Combatting anti-Asian racism is a long and arduous battle. Physical and verbal violence against Asians have been happening ever since our arrival in this country over 200 years ago.

This is a good place in the interview to share a story about a fairly recent incident that occurred a week after my return to New York after living in the Philippines for eight years. I was walking down Riverside Park on the Upper West Side. And this young white woman looked me straight in the eyes and said, “Get the [expletive] out of here.” I was so stunned that I didn’t quite know what to say. Finally, I asked, “Well, where are you from? Is this necessary?”

I don’t know if this woman could ever be an ally. But I definitely don’t want to rule her out, either. Before this encounter, I’d never been afraid of walking around New York City. I’ve been racially slurred before, but this felt different. It felt like hatred. And that’s painful.

Combatting such behavior requires broadening our communities of allies through more integrated academic courses and workshops for all ages, steady support for Asian American culture and the arts, cultural immersion in diverse communities to engage with each other in non-didactic ways, and grassroots initiatives that embrace difference, not fear it. What I am suggesting is not new, hardly. Generations of Asian Americans, other marginalized peoples — kindred spirits — from all walks of life have been doing this hard work for decades. What I am suggesting is interlinking with a continuum that many people, including Asian Americans, do not even know exists.

Are there examples from what you’re involved in to counter anti-Asian racism that you think would help others?

Over the course of my life, I have come to understand how all of these histories that I’ve touched upon live within me as a storyteller, image maker and educator. Perhaps this is one of the main reasons why, in my own humble way, I have dedicated my life to combatting all forms of prejudices and injustices.

Besides my visual and media art practice, curatorial and multidisciplinary cross-cultural exchange projects that I produce, I try to interact with as many everyday people as much possible as a deracializing gesture. I smile and say hello to total strangers, ask them how their day went, or help them in some small way if they need it. I also worked in the nonprofit cultural sector with organizations whose mandate it is to produce projects that promote Asian American visibility.

I have been teaching Asian American Studies in this country for 22 years. I was first asked to teach an Asian American Studies course at Hunter College in 1993. Simultaneously, I was starting to get recognition for my film and video work. Coming out of a conceptual art school and being a practicing artist, I had no idea what Asian American Studies was. The professor who hired me at Hunter told me “just teach about your life.” I am simplifying things, but my passion for teaching really grew out of these early encounters with largely Asian American youth.

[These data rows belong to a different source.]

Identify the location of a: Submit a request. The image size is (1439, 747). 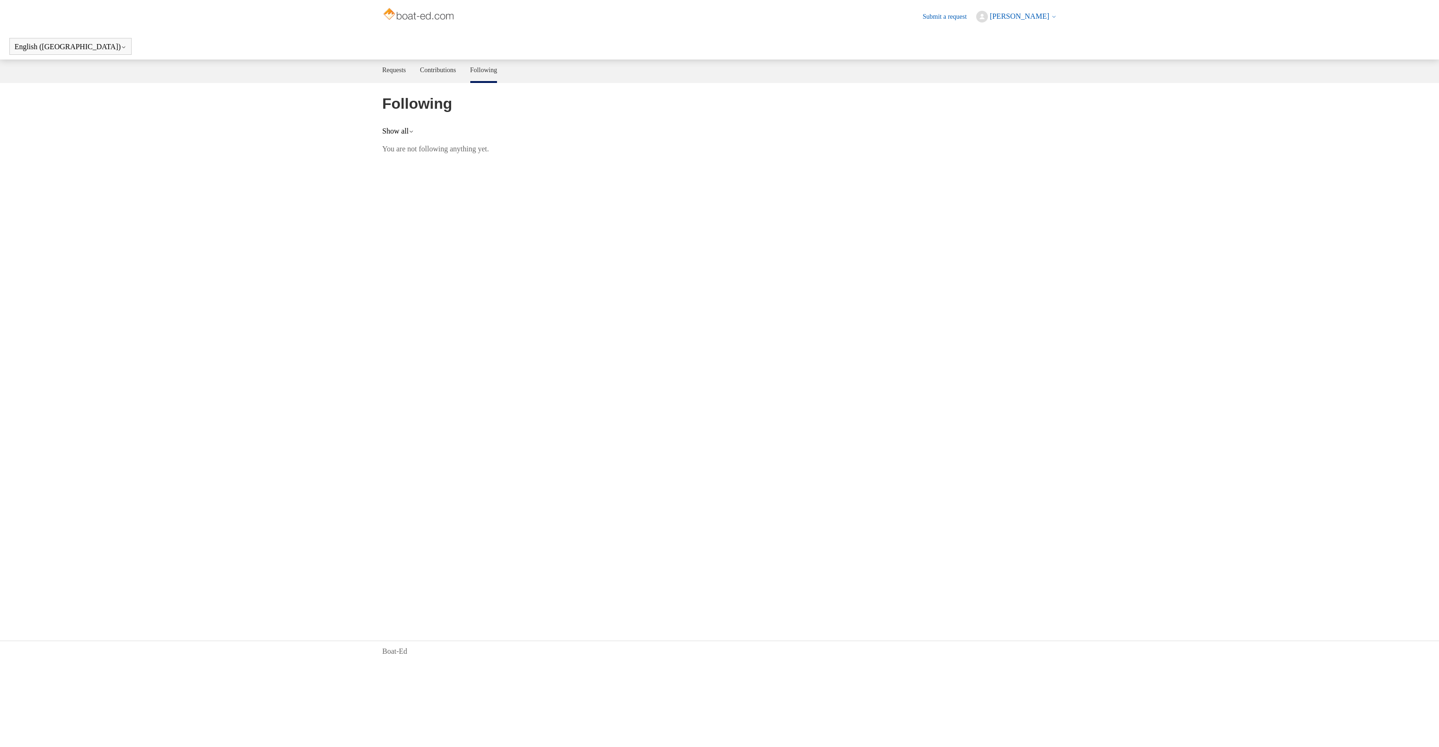
(950, 16).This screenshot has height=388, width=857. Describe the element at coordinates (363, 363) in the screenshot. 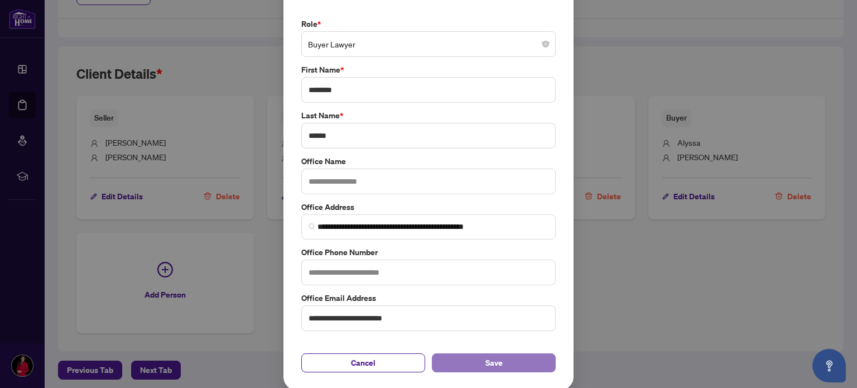

I see `span: Cancel` at that location.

In my classes over the years and now at Princeton, I’ve brought in a variety of guest speakers — some who were part of the early movement when they were the same age as the students are now. I invited these specific artists, filmmakers, writers and educators because I knew their “talk-story” interactions would be inspiring on multiple levels. Countering anti-Asian racism is all about creating openings — spaces in which we use our skill sets, tools, life experiences to build these bridges between and across our histories, cultures and young people. That’s how we can participate in shaping a more just future.